Women In The Developing World Are 50% Less Likely To Access The Internet Than Men

The top reason women don't use the Internet? They don't know how.

The problem of gender diversity in the tech industry — women being represented and fairly compensated in tech jobs — is one we hear about increasingly often. But outside of the western context, gender plays a dramatic role in how women access the Internet, period.

According to a new report by the World Wide Web Foundation — an organization started by Internet pioneer Sir Tim Berners Lee to help increase accessibility to the web — women in the developing world (specifically, in urban communities of poverty in Africa, Latin America and Asia) are 50% less likely to have Internet access than men. Even in communities where rates of mobile phone ownership are almost equal, women are still 1/3 less likely to use those phones to access the Internet. This information is especially damning given the Internet's capacity to improve women's economic situation and empower them via information and social networking.

The report finds that in many of these communities, there is a belief that men should have priority access to the web. Though not the leading cause of the gender disparity in Internet access, these attitudes are nonetheless eye-opening. In New Delhi and Manila, for example, more than half of men felt they had the right to control what women look at online, and almost 2/3 felt that women shouldn't be allowed to look at the Internet in public places. According to report author and Women's Rights Research and Advocacy Coordinator for the World Wide Web Foundation Ingrid Brudvig, men tended to believe more strongly than women that they should have priority to Internet access.

Women were also about 25% less likely to look for jobs online than men, which means by not having Internet access, women are missing out on opportunities for economic empowerment. Many women use the Internet to search for information about health, which means access is also tied to issues such as reproductive rights. "In many ways, I think access to the Internet mirrors so many other gender inequalities," Brudvig told BuzzFeed News.

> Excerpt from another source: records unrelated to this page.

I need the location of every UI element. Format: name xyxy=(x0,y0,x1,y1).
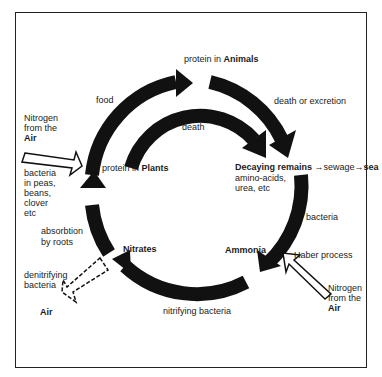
node-plants: protein in Plants xyxy=(102,163,169,173)
node-air-bottom: Air xyxy=(40,307,53,317)
left-bacteria-1: bacteria xyxy=(24,168,56,178)
edge-denitrifying-2: bacteria xyxy=(24,280,56,290)
edge-food: food xyxy=(96,95,114,105)
node-animals-bold: Animals xyxy=(224,54,259,64)
left-nitrogen-air: Air xyxy=(24,133,37,143)
node-decaying-sewage: →sewage→ xyxy=(312,162,364,172)
node-plants-bold: Plants xyxy=(142,163,169,173)
node-ammonia: Ammonia xyxy=(225,245,266,255)
edge-denitrifying-1: denitrifying xyxy=(24,270,68,280)
left-nitrogen-2: from the xyxy=(24,123,57,133)
edge-haber-process: Haber process xyxy=(294,250,353,260)
dashed-arrow-denitrifying xyxy=(62,258,108,302)
node-nitrates: Nitrates xyxy=(123,244,157,254)
arc-nitrifying xyxy=(125,266,246,294)
arrowhead-plants xyxy=(80,171,106,188)
edge-nitrifying-bacteria: nitrifying bacteria xyxy=(163,306,231,316)
arrowhead-animals xyxy=(176,69,193,97)
edge-absorbtion-1: absorbtion xyxy=(41,226,83,236)
node-decaying-line2: amino-acids, xyxy=(235,173,286,183)
edge-death: death xyxy=(182,122,205,132)
node-animals: protein in Animals xyxy=(184,54,259,64)
left-bacteria-3: beans, xyxy=(24,188,51,198)
node-decaying: Decaying remains →sewage→sea xyxy=(235,162,379,172)
arc-absorbtion xyxy=(92,205,109,253)
node-animals-prefix: protein in xyxy=(184,54,224,64)
node-decaying-sea: sea xyxy=(364,162,379,172)
node-decaying-line3: urea, etc xyxy=(235,183,270,193)
edge-bacteria: bacteria xyxy=(306,212,338,222)
right-nitrogen-1: Nitrogen xyxy=(328,283,362,293)
left-bacteria-2: in peas, xyxy=(24,178,56,188)
left-bacteria-4: clover xyxy=(24,198,48,208)
node-decaying-bold: Decaying remains xyxy=(235,162,312,172)
left-bacteria-5: etc xyxy=(24,208,36,218)
left-nitrogen-1: Nitrogen xyxy=(24,113,58,123)
right-nitrogen-2: from the xyxy=(328,293,361,303)
edge-absorbtion-2: by roots xyxy=(41,237,73,247)
right-nitrogen-air: Air xyxy=(328,303,341,313)
edge-death-or-excretion: death or excretion xyxy=(274,96,346,106)
node-plants-prefix: protein in xyxy=(102,163,142,173)
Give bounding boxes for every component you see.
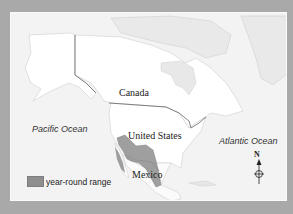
map-frame: Canada United States Mexico Pacific Ocea… (10, 12, 287, 201)
label-canada: Canada (119, 87, 149, 98)
label-mexico: Mexico (132, 169, 163, 180)
label-atlantic-ocean: Atlantic Ocean (219, 136, 278, 146)
label-united-states: United States (128, 130, 182, 141)
compass-icon (252, 150, 266, 186)
compass-rose: N (252, 150, 266, 186)
legend: year-round range (27, 176, 111, 187)
legend-swatch (27, 176, 44, 187)
legend-label: year-round range (46, 177, 111, 187)
label-pacific-ocean: Pacific Ocean (32, 124, 88, 134)
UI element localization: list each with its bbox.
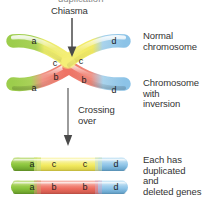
annotation-crossing-over: Crossing over bbox=[78, 105, 115, 126]
arm-lower-left bbox=[13, 66, 66, 88]
arm-lower-right bbox=[69, 64, 124, 88]
crossed-chromosome-pair bbox=[13, 37, 124, 88]
figure-canvas: duplication bbox=[0, 0, 214, 206]
arm-upper-right bbox=[68, 37, 124, 65]
crossing-over-arrow bbox=[64, 88, 72, 146]
chiasma-node bbox=[60, 57, 76, 69]
cutoff-title-text: duplication bbox=[58, 0, 103, 4]
product-chromosome-bottom bbox=[11, 181, 128, 195]
arm-upper-left bbox=[13, 37, 67, 64]
annotation-chromosome-with-inversion: Chromosome with inversion bbox=[143, 78, 199, 110]
annotation-duplicated-deleted-genes: Each has duplicated and deleted genes bbox=[143, 155, 201, 197]
product-chromosome-top bbox=[11, 158, 128, 172]
annotation-normal-chromosome: Normal chromosome bbox=[143, 31, 197, 52]
annotation-chiasma: Chiasma bbox=[51, 6, 88, 17]
cutoff-title-strip: duplication bbox=[0, 0, 214, 4]
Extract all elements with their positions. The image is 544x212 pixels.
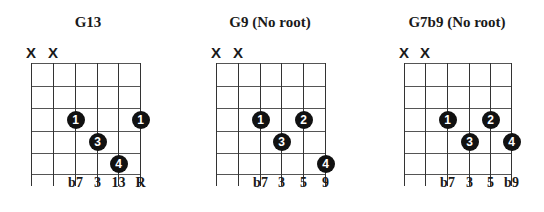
fret-line: [216, 131, 326, 132]
interval-label: 5: [487, 176, 494, 190]
finger-dot: 4: [503, 133, 521, 151]
interval-label: b7: [68, 176, 83, 190]
fret-line: [404, 86, 512, 87]
interval-label: b9: [504, 176, 519, 190]
finger-dot: 2: [295, 111, 313, 129]
fret-line: [216, 153, 326, 154]
interval-label: b7: [253, 176, 268, 190]
fret-line: [31, 108, 141, 109]
finger-dot: 1: [252, 111, 270, 129]
fret-line: [404, 108, 512, 109]
finger-dot: 1: [132, 111, 150, 129]
fret-line: [31, 153, 141, 154]
finger-dot: 4: [110, 155, 128, 173]
muted-string-marker: X: [48, 45, 58, 60]
muted-string-marker: X: [26, 45, 36, 60]
interval-label: 3: [94, 176, 101, 190]
muted-string-marker: X: [211, 45, 221, 60]
finger-dot: 2: [482, 111, 500, 129]
fret-line: [31, 86, 141, 87]
string-line: [216, 63, 217, 186]
interval-label: b7: [440, 176, 455, 190]
fret-line: [404, 174, 512, 175]
finger-dot: 4: [317, 155, 335, 173]
fret-line: [31, 63, 141, 64]
fret-line: [404, 153, 512, 154]
interval-label: 3: [278, 176, 285, 190]
finger-dot: 3: [273, 133, 291, 151]
interval-label: 3: [466, 176, 473, 190]
fret-line: [404, 131, 512, 132]
string-line: [53, 63, 54, 186]
fret-line: [216, 174, 326, 175]
finger-dot: 1: [439, 111, 457, 129]
fret-line: [216, 63, 326, 64]
finger-dot: 1: [67, 111, 85, 129]
chord-title: G9 (No root): [170, 14, 370, 31]
string-line: [469, 63, 470, 186]
fret-line: [216, 108, 326, 109]
interval-label: 9: [322, 176, 329, 190]
fret-line: [31, 131, 141, 132]
fret-line: [216, 86, 326, 87]
muted-string-marker: X: [420, 45, 430, 60]
string-line: [404, 63, 405, 186]
string-line: [425, 63, 426, 186]
string-line: [511, 63, 512, 186]
string-line: [31, 63, 32, 186]
muted-string-marker: X: [233, 45, 243, 60]
muted-string-marker: X: [399, 45, 409, 60]
string-line: [281, 63, 282, 186]
interval-label: R: [135, 176, 145, 190]
chord-title: G7b9 (No root): [357, 14, 544, 31]
finger-dot: 3: [89, 133, 107, 151]
interval-label: 13: [112, 176, 126, 190]
chord-title: G13: [0, 14, 188, 31]
string-line: [97, 63, 98, 186]
interval-label: 5: [300, 176, 307, 190]
fret-line: [404, 63, 512, 64]
finger-dot: 3: [461, 133, 479, 151]
string-line: [238, 63, 239, 186]
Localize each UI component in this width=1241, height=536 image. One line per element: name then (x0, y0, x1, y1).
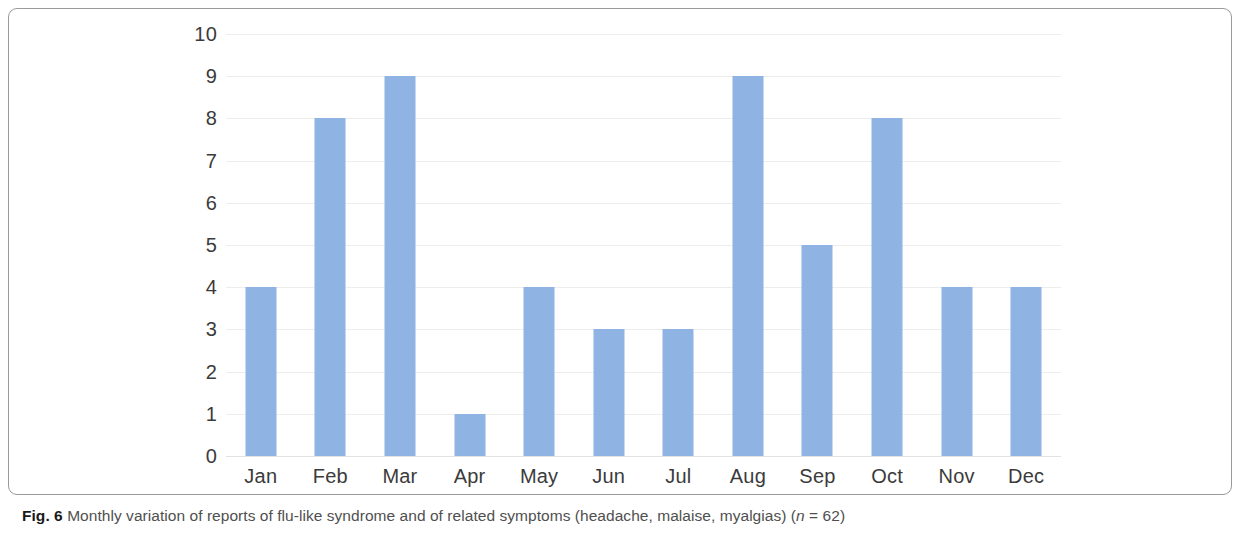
y-tick-label-9: 9 (159, 66, 217, 86)
bar-slot (991, 34, 1061, 456)
bar-slot (783, 34, 853, 456)
x-tick-label-oct: Oct (852, 464, 922, 488)
bar-feb[interactable] (315, 118, 346, 456)
gridline-0 (226, 456, 1061, 457)
y-tick-label-4: 4 (159, 277, 217, 297)
y-tick-label-1: 1 (159, 404, 217, 424)
y-tick-label-7: 7 (159, 151, 217, 171)
bar-may[interactable] (524, 287, 555, 456)
bar-oct[interactable] (872, 118, 903, 456)
y-tick-label-0: 0 (159, 446, 217, 466)
n-symbol: n (796, 507, 805, 524)
bar-jun[interactable] (593, 329, 624, 456)
y-tick-label-2: 2 (159, 362, 217, 382)
x-tick-label-dec: Dec (991, 464, 1061, 488)
bar-chart: 012345678910 JanFebMarAprMayJunJulAugSep… (9, 9, 1233, 496)
bar-sep[interactable] (802, 245, 833, 456)
figure-border-box: 012345678910 JanFebMarAprMayJunJulAugSep… (8, 8, 1232, 495)
x-tick-label-sep: Sep (783, 464, 853, 488)
x-tick-label-feb: Feb (296, 464, 366, 488)
bar-apr[interactable] (454, 414, 485, 456)
y-tick-label-3: 3 (159, 319, 217, 339)
x-tick-label-mar: Mar (365, 464, 435, 488)
bar-slot (365, 34, 435, 456)
caption-sentence: Monthly variation of reports of flu-like… (67, 507, 786, 524)
x-tick-label-jan: Jan (226, 464, 296, 488)
bar-aug[interactable] (732, 76, 763, 456)
x-tick-label-may: May (504, 464, 574, 488)
x-tick-label-jun: Jun (574, 464, 644, 488)
plot-region (226, 34, 1061, 456)
x-tick-label-jul: Jul (644, 464, 714, 488)
figure-caption: Fig. 6 Monthly variation of reports of f… (22, 506, 1222, 527)
bar-slot (713, 34, 783, 456)
bars-layer (226, 34, 1061, 456)
x-tick-label-apr: Apr (435, 464, 505, 488)
x-tick-label-nov: Nov (922, 464, 992, 488)
y-axis: 012345678910 (159, 34, 217, 456)
bar-slot (852, 34, 922, 456)
y-tick-label-6: 6 (159, 193, 217, 213)
x-axis: JanFebMarAprMayJunJulAugSepOctNovDec (226, 464, 1061, 494)
bar-dec[interactable] (1011, 287, 1042, 456)
figure-6: 012345678910 JanFebMarAprMayJunJulAugSep… (0, 0, 1241, 536)
bar-slot (296, 34, 366, 456)
y-tick-label-5: 5 (159, 235, 217, 255)
bar-mar[interactable] (384, 76, 415, 456)
bar-slot (504, 34, 574, 456)
y-tick-label-8: 8 (159, 108, 217, 128)
bar-slot (574, 34, 644, 456)
bar-slot (644, 34, 714, 456)
bar-slot (922, 34, 992, 456)
figure-number: Fig. 6 (22, 507, 63, 524)
bar-slot (226, 34, 296, 456)
bar-nov[interactable] (941, 287, 972, 456)
n-value: = 62) (805, 507, 845, 524)
bar-slot (435, 34, 505, 456)
y-tick-label-10: 10 (159, 24, 217, 44)
x-tick-label-aug: Aug (713, 464, 783, 488)
caption-body: Monthly variation of reports of flu-like… (63, 507, 845, 524)
bar-jan[interactable] (245, 287, 276, 456)
bar-jul[interactable] (663, 329, 694, 456)
sample-size: (n = 62) (791, 507, 845, 524)
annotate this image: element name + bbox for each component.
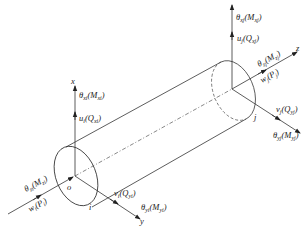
v-j-label: vj(Qyj) <box>276 104 298 115</box>
theta-x-j-label: θxj(Mxj) <box>236 12 262 23</box>
theta-x-i-label: θxi(Mxi) <box>79 90 105 101</box>
u-i-label: ui(Qxi) <box>79 113 101 124</box>
end-circle-j-hidden <box>212 62 246 120</box>
node-i-label: i <box>89 202 92 212</box>
w-i-label: wi(Pi) <box>26 196 49 215</box>
node-i-axes <box>8 86 140 219</box>
w-j-label: wj(Pj) <box>258 67 281 86</box>
end-circle-j-front <box>221 61 255 119</box>
theta-y-j-label: θyj(Myj) <box>273 130 299 141</box>
y-axis-label: y <box>139 216 144 226</box>
v-i-arrow <box>110 199 118 204</box>
node-j-label: j <box>253 112 257 122</box>
v-j-arrow <box>272 115 280 120</box>
cylinder <box>46 61 256 213</box>
pipe-element-diagram: x θxi(Mxi) ui(Qxi) o i θzi(Mzi) wi(Pi) v… <box>0 0 307 230</box>
node-i-labels: x θxi(Mxi) ui(Qxi) o i θzi(Mzi) wi(Pi) v… <box>22 76 167 226</box>
theta-z-j-label: θzj(Mzj) <box>255 48 282 70</box>
u-j-label: uj(Qxj) <box>237 33 259 44</box>
end-circle-i <box>46 140 106 212</box>
z-axis-label: z <box>295 43 300 53</box>
v-i-label: vi(Qyi) <box>114 188 136 199</box>
centerline <box>75 89 232 176</box>
theta-z-i-label: θzi(Mzi) <box>22 173 49 195</box>
theta-y-i-label: θyi(Myi) <box>141 202 167 213</box>
x-axis-label: x <box>70 76 75 86</box>
node-j-labels: θxj(Mxj) uj(Qxj) z θzj(Mzj) wj(Pj) vj(Qy… <box>236 12 300 141</box>
origin-label: o <box>67 182 71 192</box>
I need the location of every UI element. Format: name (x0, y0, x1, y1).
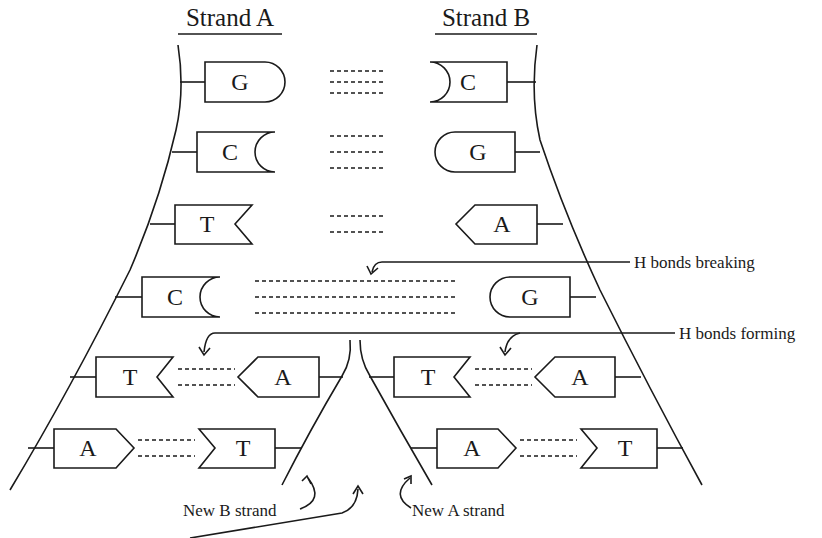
right-fork-row-6: A T (411, 429, 683, 468)
title-strand-b: Strand B (435, 4, 537, 34)
dna-replication-diagram: Strand A Strand B G C C G T (0, 0, 822, 538)
title-strand-a: Strand A (178, 4, 282, 34)
label-new-a-strand: New A strand (412, 501, 505, 520)
callout-curve (400, 478, 411, 508)
callout-h-bonds-breaking: H bonds breaking (367, 253, 755, 274)
left-fork-row-6: A T (28, 429, 302, 468)
base-label: C (167, 284, 183, 310)
base-label: T (421, 364, 436, 390)
base-label: A (571, 364, 589, 390)
base-label: C (222, 139, 238, 165)
label-h-bonds-breaking: H bonds breaking (634, 253, 755, 272)
callout-curve (300, 478, 315, 509)
callout-new-a-strand: New A strand (400, 476, 505, 520)
base-label: A (463, 435, 481, 461)
base-label: T (236, 435, 251, 461)
base-label: A (79, 435, 97, 461)
base-label: G (469, 139, 486, 165)
base-pair-row-1: G C (180, 62, 536, 102)
base-pair-row-3: T A (150, 205, 563, 244)
callout-h-bonds-forming: H bonds forming (199, 324, 796, 355)
arrowhead-icon (302, 476, 311, 484)
base-label: A (493, 211, 511, 237)
right-fork-row-5: T A (369, 357, 641, 397)
base-label: A (274, 364, 292, 390)
base-label: T (123, 364, 138, 390)
base-label: T (618, 435, 633, 461)
base-label: C (460, 69, 476, 95)
base-label: T (200, 211, 215, 237)
callout-new-b-strand: New B strand (183, 476, 363, 538)
base-pair-row-4: C G (115, 277, 596, 317)
base-label: G (231, 69, 248, 95)
left-fork-row-5: T A (70, 357, 343, 397)
base-label: G (521, 284, 538, 310)
label-new-b-strand: New B strand (183, 501, 277, 520)
label-h-bonds-forming: H bonds forming (679, 324, 796, 343)
strand-a-title: Strand A (186, 4, 274, 31)
strand-a-backbone (10, 45, 181, 490)
callout-line (204, 333, 675, 352)
callout-branch (505, 333, 520, 352)
base-pair-row-2: C G (172, 132, 540, 172)
strand-b-title: Strand B (442, 4, 530, 31)
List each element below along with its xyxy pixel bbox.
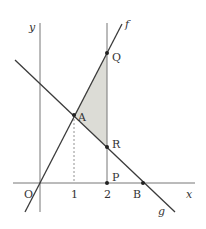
- point-B: [141, 181, 145, 185]
- point-Q-label: Q: [112, 51, 121, 64]
- tick-label-1: 1: [71, 188, 78, 201]
- point-R-label: R: [112, 138, 121, 151]
- point-A: [72, 113, 76, 117]
- origin-label: O: [24, 188, 33, 201]
- line-g-label: g: [158, 205, 165, 218]
- coordinate-diagram: y x O 1 2 f g A Q R P B: [0, 0, 206, 229]
- y-axis-label: y: [28, 21, 36, 34]
- tick-label-2: 2: [104, 188, 111, 201]
- point-P: [105, 181, 109, 185]
- point-R: [105, 145, 109, 149]
- line-f-label: f: [124, 18, 131, 31]
- shaded-triangle-AQR: [74, 53, 107, 147]
- point-Q: [105, 51, 109, 55]
- point-B-label: B: [133, 188, 141, 201]
- x-axis-label: x: [186, 188, 193, 201]
- point-A-label: A: [77, 111, 87, 124]
- point-P-label: P: [112, 171, 120, 184]
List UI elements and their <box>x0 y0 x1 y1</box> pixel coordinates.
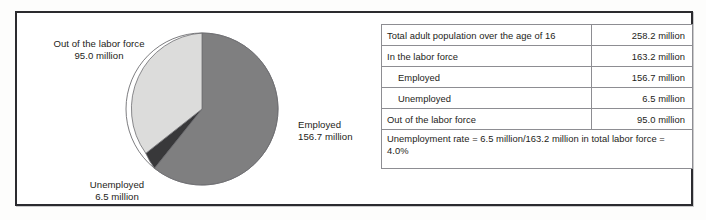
table-row: Total adult population over the age of 1… <box>382 25 693 46</box>
screenshot-root: Out of the labor force 95.0 million Empl… <box>0 0 706 220</box>
table-row-note: Unemployment rate = 6.5 million/163.2 mi… <box>382 130 693 169</box>
pie-label-employed-value: 156.7 million <box>298 131 378 143</box>
pie-label-out-of-labor-force-value: 95.0 million <box>35 50 163 62</box>
table-cell-label: Unemployed <box>382 88 592 109</box>
table-cell-label: Employed <box>382 67 592 88</box>
table-cell-label: Out of the labor force <box>382 109 592 130</box>
pie-label-employed: Employed 156.7 million <box>298 119 378 144</box>
pie-label-unemployed-value: 6.5 million <box>66 191 168 203</box>
table-cell-value: 6.5 million <box>592 88 693 109</box>
table-cell-value: 258.2 million <box>592 25 693 46</box>
pie-label-employed-name: Employed <box>298 119 378 131</box>
table-cell-value: 95.0 million <box>592 109 693 130</box>
pie-label-unemployed: Unemployed 6.5 million <box>66 179 168 204</box>
table-footnote: Unemployment rate = 6.5 million/163.2 mi… <box>382 130 693 169</box>
figure-frame: Out of the labor force 95.0 million Empl… <box>15 11 693 206</box>
data-table-container: Total adult population over the age of 1… <box>381 24 678 169</box>
table-cell-value: 163.2 million <box>592 46 693 67</box>
table-cell-value: 156.7 million <box>592 67 693 88</box>
table-cell-label: Total adult population over the age of 1… <box>382 25 592 46</box>
table-row: In the labor force 163.2 million <box>382 46 693 67</box>
labor-force-table: Total adult population over the age of 1… <box>381 24 693 169</box>
table-cell-label: In the labor force <box>382 46 592 67</box>
pie-label-unemployed-name: Unemployed <box>66 179 168 191</box>
pie-label-out-of-labor-force-name: Out of the labor force <box>35 38 163 50</box>
pie-label-out-of-labor-force: Out of the labor force 95.0 million <box>35 38 163 63</box>
table-row: Out of the labor force 95.0 million <box>382 109 693 130</box>
pie-chart-panel: Out of the labor force 95.0 million Empl… <box>17 13 373 204</box>
table-row: Unemployed 6.5 million <box>382 88 693 109</box>
table-row: Employed 156.7 million <box>382 67 693 88</box>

The greatest barrier to getting women online, Brudvig found, was lack of education. Women repeatedly told the researchers that their reason for not using the Internet was that they didn't know how. When compared to men, women were 1.6 times more likely to say the reason they didn't use the Internet was "lack of skills." The report ties this finding to education — women who had been to secondary school were six times more likely than women with a primary school education or below to use the Internet.

Interestingly, this is not because women who don't attend secondary school miss out on digital literacy training, as such training is extremely rare across the board. Instead, the discrepancy is caused, according to the report, by the fact that graduates of secondary school are much more likely to have some level of fluency in English, the language in which most of the web is written. As one Indonesian respondent put it, "To learn about computer and Internet for me is very time consuming and it's hard to understand the language because mostly it is in English."

The report recommends that local governments create mandatory digital literacy curricula for primary school age girls. Enrollment in school is nearly 100% for younger girls; Brundvig said it's important to explain the potential social impact of the web to these young girls before their educations are cut short. "Digital literacy needs to go beyond the very functionalist approaches — this is how you log on, this is how you create an email address," Brundvig said. "[It] really needs to extend to looking at using the web. How to find an online course, how to find a job, how to connect with people who perhaps share your views."

A secondary barrier to women getting on the Internet is cost. Mobile data costs ten times more for the populations this report focuses than it does for people living in Europe and North America. One gigabyte of mobile data — enough for 13 minutes of surfing, according to the report — costs around 10% of a person's monthly income. Women, being globally financially disadvantaged and often economically dependent on men, are therefore less likely to be able to afford expensive Internet access. That situation is also compounded by the disparity in men's and women's education. If you can't read or write English, one great way to access web content is through video. Unfortunately, it takes a lot more data to deliver video content than text; in a way, even if they do have access, impoverished women in developing countries who don't read English are trapped in a text-based web that is effectively meaningless to them.

Lots of people are working on making data more affordable. The World Wide Web Foundation has an initiative of its own, called the Alliance for Affordable Internet, that works to reduce the cost of access. Companies like Facebook and Google also have projects underway with similar goals. But some of these programs, like Facebook's Internet.org, have been under fire in places like India (where it's now called Free Basics by Facebook) because they make it cheaper to use Facebook products than open web tools. Brudvig said women in the developing world who lack digital literacy skills are especially susceptible to being limited in their exploration of the Internet at large by companies that want to keep them on one platform.

"There's really a great risk of women logging onto Facebook and never getting beyond that to experience the potential of the whole open web," she said. "I think we really need to be clear that especially in many of these countries where the experience is majority Facebook, we need to be really clear that Facebook is not the Internet."

The Internet can be a hostile place for women — the report found that 7 out of 10 women ages 18-24 who use the Internet daily have experienced some form of online harassment. But the Internet can also be a powerful tool for accessing information, opportunities and people. The World Wide Web Foundation plans to continue researching how many women have Internet access, and what they do with it; in addition, the report urges government actors to also gather data, and make access for women a time-sensitive priority. While it's intuitive to think of gender disparity in Internet access as part of historic, systemic inequality, it's worth noting that even among young people ages 18 to 29, men are 30% more likely to have Internet access.